- Key insight: First Citizens is expanding its presence in Boston after its Silicon Valley Bank purchase, joining a flow of banks into the area.
- What's at stake: Bank of America, Citizens and Santander together hold 47% of deposits in the Boston area.
- Expert quote: "I think M&A will continue to accelerate because there can only be room for so many and there are so many banks that are not expanding or growing." — Ally Akins, Capital Performance Group
BOSTON — When
JPMorganChase opened 50 branches in Boston over the past five years. PNC Financial Services Group and M&T Bank are also looking to disrupt Bank of America's top market share.
In September, Cleveland-based
"
The banks are coming for the same reason
"All these businesses are very attractive to banks," said Ally Akins, a principal at Washington, D.C.-based bank consulting firm Capital Performance Group, where she is the co-lead of the marketing and sales practice.
The local landscape
Bank of America, which bought serial acquirer FleetBoston in 2004, is still one of the area's largest banks, with 28% of local deposits. BofA, Citizens Financial Group and Santander US hold 47% of deposits locally, Akins said.
Boston has also seen a spate of recent local bank mergers. In September, the parent company of
"I think M&A will continue to accelerate because there can only be room for so many and there are so many banks that are not expanding or growing," said Akins.
The ensuing upheaval created opportunities for other community banks, which tend to be good at customer service and hand-holding, allowing them to "actually compete with the largest banks," she said.
Start with startups
Into this turmoil stepped First Citizens, which American Banker named the
"We're pretty happy with Boston," said Ron Sanchez, the executive who oversees the Boston area and seven adjacent states, one of First Citizens' nine regions. "It presents some strong opportunities we don't have in other markets. We have the ability to grow in this environment."
The Raleigh, North Carolina-based bank typically grew by building new branches, which is how it expanded in its Southern home market and on the West Coast. But the technology it inherited with its SVB purchase allows it to grow faster now, Sanchez said: "In Boston in particular, the tech is bringing us the ability to serve all," from mass market all the way to high net worth clients.
This is the playbook First Citizens is using as it grows into other markets like Atlanta and Florida. "We're building out these markets because of the sheer size," Sanchez said, while in smaller areas, the bank's expansion is "more digital, leveraged from the center."
As First Citizens absorbs SVB, it is using what Sanchez dubbed a "retain and expand strategy" of trying to keep existing clients while also using outbound selling to bring in new customers — even putting bankers on planes to meet new accounts when required.
"People want to bank with people," said Sanchez, who's been in the industry for four decades and at First Citizens since 2009. "They're looking for bankers who can help them scale their business."
So far, the bank has 800 people based in New England, including 500 in Boston, with 80 tasked to wealth management. Among the five Boston branches are a Back Bay location, which just underwent renovation; a new branch in the downtown financial district; an updated Beverly branch; a Wellesley location, for which the bank just bought real estate to construct a new building; and a Cambridge office, close to the campuses of Harvard and MIT, which Sanchez wants to upgrade to serve innovation and tech banking. As the branches get renovated, Sanchez wants them to have better signage, no teller lines and space for private bankers.
(First Citizens also has a back-office location an hour north in Portsmouth, New Hampshire, for a factoring and leasing unit that specializes in rail cars, which it inherited when
Finish with wealth management
The bank is building up its wealth management arm in the area, hiring 50 advisors so far in 2025, said Dwight Mathis, First Citizens Wealth's New England regional managing director, who joined the bank and moved to Boston last year after 15 years at Bank of America's Merrill Lynch wealth unit.
First Citizens hopes to build on SVB's 40 years in Boston, especially where the failed bank lent to venture capital and private equity firms and the startups and companies they funded. "It takes a special appetite to lend to them, to understand who they are," he said. "It's hard for others to replicate, and it's easier said than done."
The idea is to build a relationship between young companies, their founders and executives, and the bank, encompassing business banking and wealth management — what Mathis calls "seed to bloom to legacy." One example is the Startup Banking team, which he said serves an "enormously unprofitable group of clients" who hopefully one day will turn out to be wealthy. If the bank can attract these entrepreneurs early, it could potentially engender loyalty that could lead to business lending, investment banking, real estate loans and wealth management relationships.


● **Required work**
For this exercise, repeat each entry exactly as written.

[Saved data entries]
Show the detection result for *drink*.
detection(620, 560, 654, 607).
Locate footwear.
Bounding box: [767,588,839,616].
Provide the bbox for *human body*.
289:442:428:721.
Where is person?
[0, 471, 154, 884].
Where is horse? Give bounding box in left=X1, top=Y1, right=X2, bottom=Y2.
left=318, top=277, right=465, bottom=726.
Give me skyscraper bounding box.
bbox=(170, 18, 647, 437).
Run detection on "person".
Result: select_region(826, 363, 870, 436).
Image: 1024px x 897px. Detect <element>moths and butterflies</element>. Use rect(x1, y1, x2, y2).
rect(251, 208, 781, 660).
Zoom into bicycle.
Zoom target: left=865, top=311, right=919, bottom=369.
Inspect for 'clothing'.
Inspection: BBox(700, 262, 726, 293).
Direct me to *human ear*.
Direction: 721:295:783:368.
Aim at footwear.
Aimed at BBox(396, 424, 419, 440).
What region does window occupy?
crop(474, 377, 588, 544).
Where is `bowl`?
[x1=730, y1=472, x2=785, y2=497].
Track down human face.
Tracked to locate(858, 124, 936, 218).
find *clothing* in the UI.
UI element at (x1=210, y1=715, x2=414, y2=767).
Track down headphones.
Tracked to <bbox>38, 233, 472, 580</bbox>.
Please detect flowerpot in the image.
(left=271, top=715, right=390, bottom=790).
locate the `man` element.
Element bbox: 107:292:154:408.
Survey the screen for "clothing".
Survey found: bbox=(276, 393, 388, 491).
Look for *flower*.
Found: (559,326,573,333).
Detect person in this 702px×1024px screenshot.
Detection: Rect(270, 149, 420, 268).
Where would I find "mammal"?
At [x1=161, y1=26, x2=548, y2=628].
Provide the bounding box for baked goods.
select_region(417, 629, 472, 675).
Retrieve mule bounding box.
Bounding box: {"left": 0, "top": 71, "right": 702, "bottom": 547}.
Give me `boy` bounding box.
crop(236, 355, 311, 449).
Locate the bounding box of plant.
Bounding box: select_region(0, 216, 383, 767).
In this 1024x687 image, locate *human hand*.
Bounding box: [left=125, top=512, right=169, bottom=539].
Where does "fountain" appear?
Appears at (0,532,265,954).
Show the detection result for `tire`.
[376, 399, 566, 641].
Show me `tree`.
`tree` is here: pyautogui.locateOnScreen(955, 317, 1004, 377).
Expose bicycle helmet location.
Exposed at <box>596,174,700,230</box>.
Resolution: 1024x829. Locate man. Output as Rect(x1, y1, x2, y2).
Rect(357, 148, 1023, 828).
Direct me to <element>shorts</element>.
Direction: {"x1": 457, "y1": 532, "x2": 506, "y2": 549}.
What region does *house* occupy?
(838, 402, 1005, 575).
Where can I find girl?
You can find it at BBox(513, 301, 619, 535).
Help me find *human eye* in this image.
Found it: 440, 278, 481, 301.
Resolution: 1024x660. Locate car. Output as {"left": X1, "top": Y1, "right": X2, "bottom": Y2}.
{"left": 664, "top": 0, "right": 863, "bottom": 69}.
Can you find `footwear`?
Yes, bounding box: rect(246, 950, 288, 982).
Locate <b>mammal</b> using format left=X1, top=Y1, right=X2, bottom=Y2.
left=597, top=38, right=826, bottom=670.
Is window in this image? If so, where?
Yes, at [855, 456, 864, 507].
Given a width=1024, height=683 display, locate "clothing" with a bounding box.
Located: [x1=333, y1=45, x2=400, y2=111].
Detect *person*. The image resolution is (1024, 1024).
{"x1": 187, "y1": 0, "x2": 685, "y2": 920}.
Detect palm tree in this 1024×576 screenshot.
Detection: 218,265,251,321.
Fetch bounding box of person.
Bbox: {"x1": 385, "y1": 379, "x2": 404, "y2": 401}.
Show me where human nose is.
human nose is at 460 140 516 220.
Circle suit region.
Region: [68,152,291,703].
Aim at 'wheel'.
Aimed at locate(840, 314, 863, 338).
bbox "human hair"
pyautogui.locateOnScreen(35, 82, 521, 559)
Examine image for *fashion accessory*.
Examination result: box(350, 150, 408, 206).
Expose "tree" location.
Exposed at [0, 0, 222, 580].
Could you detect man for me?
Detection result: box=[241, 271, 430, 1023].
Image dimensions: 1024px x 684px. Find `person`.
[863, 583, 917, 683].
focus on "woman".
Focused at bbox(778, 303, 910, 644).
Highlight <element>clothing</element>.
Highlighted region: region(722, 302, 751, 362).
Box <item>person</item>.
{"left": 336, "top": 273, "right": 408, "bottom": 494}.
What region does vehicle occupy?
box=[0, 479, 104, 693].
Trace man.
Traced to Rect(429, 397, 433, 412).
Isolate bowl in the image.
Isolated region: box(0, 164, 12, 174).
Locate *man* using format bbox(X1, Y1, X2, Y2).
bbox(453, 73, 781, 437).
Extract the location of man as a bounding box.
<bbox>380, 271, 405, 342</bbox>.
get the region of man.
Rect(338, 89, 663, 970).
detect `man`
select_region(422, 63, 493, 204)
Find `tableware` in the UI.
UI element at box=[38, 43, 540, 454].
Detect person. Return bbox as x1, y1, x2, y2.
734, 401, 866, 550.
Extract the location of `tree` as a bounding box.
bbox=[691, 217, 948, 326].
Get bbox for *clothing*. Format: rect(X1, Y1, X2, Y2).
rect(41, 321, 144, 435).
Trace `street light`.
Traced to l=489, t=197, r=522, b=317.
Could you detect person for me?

● **Your solution**
Show the detection result for *drink*.
detection(620, 560, 654, 607).
Locate footwear.
Bounding box: [767,588,839,616].
Provide the bbox for *human body*.
289:442:428:721.
Where is person?
[0, 471, 154, 884].
Where is horse? Give bounding box in left=X1, top=Y1, right=X2, bottom=Y2.
left=318, top=277, right=465, bottom=726.
Give me skyscraper bounding box.
bbox=(170, 18, 647, 437).
Run detection on "person".
Result: select_region(826, 363, 870, 436).
Image: 1024px x 897px. Detect <element>moths and butterflies</element>. Use rect(x1, y1, x2, y2).
rect(251, 208, 781, 660).
Zoom into bicycle.
Zoom target: left=865, top=311, right=919, bottom=369.
Inspect for 'clothing'.
Inspection: BBox(700, 262, 726, 293).
Direct me to *human ear*.
Direction: 721:295:783:368.
Aim at footwear.
Aimed at BBox(396, 424, 419, 440).
What region does window occupy?
crop(474, 377, 588, 544).
Where is `bowl`?
[x1=730, y1=472, x2=785, y2=497].
Track down human face.
Tracked to locate(858, 124, 936, 218).
find *clothing* in the UI.
UI element at (x1=210, y1=715, x2=414, y2=767).
Track down headphones.
Tracked to <bbox>38, 233, 472, 580</bbox>.
Please detect flowerpot in the image.
(left=271, top=715, right=390, bottom=790).
locate the `man` element.
Element bbox: 107:292:154:408.
Survey the screen for "clothing".
Survey found: bbox=(276, 393, 388, 491).
Look for *flower*.
Found: (559,326,573,333).
Detect person in this 702px×1024px screenshot.
Detection: Rect(270, 149, 420, 268).
Where would I find "mammal"?
At [x1=161, y1=26, x2=548, y2=628].
Provide the bounding box for baked goods.
select_region(417, 629, 472, 675).
Retrieve mule bounding box.
Bounding box: {"left": 0, "top": 71, "right": 702, "bottom": 547}.
Give me `boy` bounding box.
crop(236, 355, 311, 449).
Locate the bounding box of plant.
Bounding box: select_region(0, 216, 383, 767).
In this 1024x687 image, locate *human hand*.
Bounding box: [left=125, top=512, right=169, bottom=539].
Where does "fountain" appear?
Appears at (0,532,265,954).
Show the detection result for `tire`.
[376, 399, 566, 641].
Show me `tree`.
`tree` is here: pyautogui.locateOnScreen(955, 317, 1004, 377).
Expose bicycle helmet location.
Exposed at <box>596,174,700,230</box>.
Resolution: 1024x829. Locate man. Output as Rect(x1, y1, x2, y2).
Rect(357, 148, 1023, 828).
Direct me to <element>shorts</element>.
Direction: {"x1": 457, "y1": 532, "x2": 506, "y2": 549}.
What region does *house* occupy?
(838, 402, 1005, 575).
Where can I find girl?
You can find it at BBox(513, 301, 619, 535).
Help me find *human eye* in this image.
Found it: 440, 278, 481, 301.
Resolution: 1024x660. Locate car. Output as {"left": X1, "top": Y1, "right": X2, "bottom": Y2}.
{"left": 664, "top": 0, "right": 863, "bottom": 69}.
Can you find `footwear`?
Yes, bounding box: rect(246, 950, 288, 982).
Locate <b>mammal</b> using format left=X1, top=Y1, right=X2, bottom=Y2.
left=597, top=38, right=826, bottom=670.
Is window in this image? If so, where?
Yes, at [855, 456, 864, 507].
Given a width=1024, height=683 display, locate "clothing" with a bounding box.
Located: [x1=333, y1=45, x2=400, y2=111].
Detect *person*. The image resolution is (1024, 1024).
{"x1": 187, "y1": 0, "x2": 685, "y2": 920}.
Detect palm tree in this 1024×576 screenshot.
Detection: 218,265,251,321.
Fetch bounding box of person.
Bbox: {"x1": 385, "y1": 379, "x2": 404, "y2": 401}.
Show me where human nose is.
human nose is at 460 140 516 220.
Circle suit region.
Region: [68,152,291,703].
Aim at 'wheel'.
Aimed at locate(840, 314, 863, 338).
bbox "human hair"
pyautogui.locateOnScreen(35, 82, 521, 559)
Examine image for *fashion accessory*.
Examination result: box(350, 150, 408, 206).
Expose "tree" location.
Exposed at [0, 0, 222, 580].
Could you detect man for me?
Detection result: box=[241, 271, 430, 1023].
Image dimensions: 1024px x 684px. Find `person`.
[863, 583, 917, 683].
focus on "woman".
Focused at bbox(778, 303, 910, 644).
Highlight <element>clothing</element>.
Highlighted region: region(722, 302, 751, 362).
Box <item>person</item>.
{"left": 336, "top": 273, "right": 408, "bottom": 494}.
What region does vehicle occupy?
box=[0, 479, 104, 693].
Trace man.
Traced to Rect(429, 397, 433, 412).
Isolate bowl in the image.
Isolated region: box(0, 164, 12, 174).
Locate *man* using format bbox(X1, Y1, X2, Y2).
bbox(453, 73, 781, 437).
Extract the location of man as a bounding box.
<bbox>380, 271, 405, 342</bbox>.
get the region of man.
Rect(338, 89, 663, 970).
detect `man`
select_region(422, 63, 493, 204)
Find `tableware` in the UI.
UI element at box=[38, 43, 540, 454].
Detect person. Return bbox as x1, y1, x2, y2.
734, 401, 866, 550.
Extract the location of `tree` as a bounding box.
bbox=[691, 217, 948, 326].
Get bbox for *clothing*. Format: rect(X1, Y1, X2, Y2).
rect(41, 321, 144, 435).
Trace `street light`.
Traced to l=489, t=197, r=522, b=317.
Could you detect person for me?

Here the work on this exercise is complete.